❓WHAT HAPPENED: The U.S. Supreme Court unanimously sided with the Trump administration in a case concerning the standard for reviewing asylum claims by illegal immigrants.
👤WHO WAS INVOLVED: The case involved Salvadoran illegal immigrant Humberto Urias-Orellana and the Trump administration.
📍WHEN & WHERE: The ruling was issued on March 4, 2026, by the U.S. Supreme Court.
💬KEY QUOTE: “We conclude that the statute requires application of the substantial-evidence standard to the agency’s conclusion that a given set of undisputed facts does not constitute persecution.” – Ketanji Brown Jackson
🎯IMPACT: The decision reinforces the substantial evidence standard for reviewing asylum claims, supporting the executive branch’s determinations.
In a firm and unanimous ruling, the United States Supreme Court handed the Trump administration a victory regarding its power to review asylum claims made by illegal immigrants. The high court in Urias-Orellana v. Bondi found that federal courts must defer to immigration agencies when deciding whether facts qualify as “persecution” in asylum cases. Importantly, this entails the application of the substantial-evidence standard, rather than the interpretation of individual jurists.
The case involves Humberto Urias-Orellana, an illegal immigrant from El Salvador who unlawfully entered the United States in 2021 and filed for asylum. Urias-Orellana claimed that he faced persecution in El Salvador, but both an immigration judge and the Board of Immigration Appeals rejected his claims, determining the alleged violence he faced did not constitute persecution. The First Circuit Court of Appeals upheld this decision.
Associate Justice Ketanji Brown Jackson, writing for the court, stated that the statute requires the application of the substantial-evidence standard to the agency’s conclusion that the facts do not amount to persecution. “We conclude that the statute requires application of the substantial-evidence standard to the agency’s conclusion that a given set of undisputed facts does not constitute persecution. Accordingly, we affirm,” Justice Jackson wrote.
Notably, the case reinforces the deference given to the executive branch’s factual determinations in immigration cases. The substantial evidence standard is a highly deferential appellate review standard requiring that factual findings be upheld if they are supported by “such relevant evidence as a reasonable mind might accept as adequate to support a conclusion”. It requires more than a mere scintilla of evidence but less than a preponderance.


• Task details:
One figure is the whole answer: the number of lines below that contain the word "screenshot".

• Supplied data:
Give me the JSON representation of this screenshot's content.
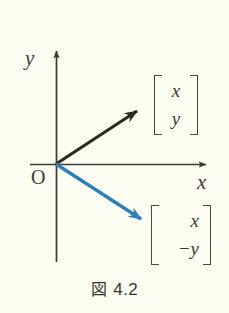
{
  "figure": {
    "caption_prefix": "図",
    "caption_number": "4.2",
    "background_color": "#fdfdf1",
    "axis_color": "#3b3b34",
    "vector_black_color": "#2b2b24",
    "vector_blue_color": "#2e7eb8"
  },
  "axes": {
    "y_label": "y",
    "x_label": "x",
    "origin_label": "O",
    "origin_px": [
      56,
      164
    ],
    "x_axis_start_px": [
      30,
      164
    ],
    "x_axis_end_px": [
      212,
      164
    ],
    "y_axis_top_px": [
      56,
      45
    ],
    "y_axis_bottom_px": [
      56,
      262
    ]
  },
  "vectors": [
    {
      "name": "vector-xy",
      "color": "#2b2b24",
      "from_px": [
        56,
        164
      ],
      "to_px": [
        143,
        107
      ],
      "annotation": {
        "row1": "x",
        "row2": "y"
      }
    },
    {
      "name": "vector-x-negy",
      "color": "#2e7eb8",
      "from_px": [
        56,
        164
      ],
      "to_px": [
        149,
        224
      ],
      "annotation": {
        "row1": "x",
        "row2": "−y"
      }
    }
  ]
}
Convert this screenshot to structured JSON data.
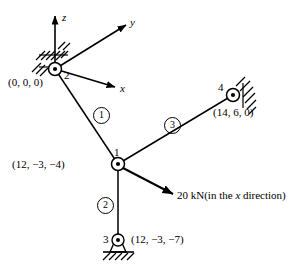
{
  "figure": {
    "type": "space-truss-diagram",
    "line_color": "#000000",
    "background": "#ffffff"
  },
  "axes": {
    "origin_node": "2",
    "labels": {
      "z": "z",
      "y": "y",
      "x": "x"
    }
  },
  "nodes": [
    {
      "id": "2",
      "number": "2",
      "coord_label": "(0, 0, 0)",
      "support": "wall-hatched",
      "cx": 55,
      "cy": 69
    },
    {
      "id": "1",
      "number": "1",
      "coord_label": "(12, −3, −4)",
      "support": "none",
      "cx": 118,
      "cy": 164
    },
    {
      "id": "4",
      "number": "4",
      "coord_label": "(14, 6, 0)",
      "support": "wall-hatched",
      "cx": 233,
      "cy": 95
    },
    {
      "id": "3",
      "number": "3",
      "coord_label": "(12, −3, −7)",
      "support": "ground-hatched",
      "cx": 118,
      "cy": 240
    }
  ],
  "elements": [
    {
      "id": "1",
      "label": "1",
      "from": "2",
      "to": "1",
      "badge_x": 93,
      "badge_y": 107
    },
    {
      "id": "2",
      "label": "2",
      "from": "1",
      "to": "3",
      "badge_x": 97,
      "badge_y": 197
    },
    {
      "id": "3",
      "label": "3",
      "from": "1",
      "to": "4",
      "badge_x": 164,
      "badge_y": 117
    }
  ],
  "load": {
    "magnitude": "20 kN",
    "direction_prefix": "(in the ",
    "direction_axis": "x",
    "direction_suffix": " direction)",
    "full_text": "20 kN (in the x direction)",
    "applied_at_node": "1"
  }
}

• Answer below:
2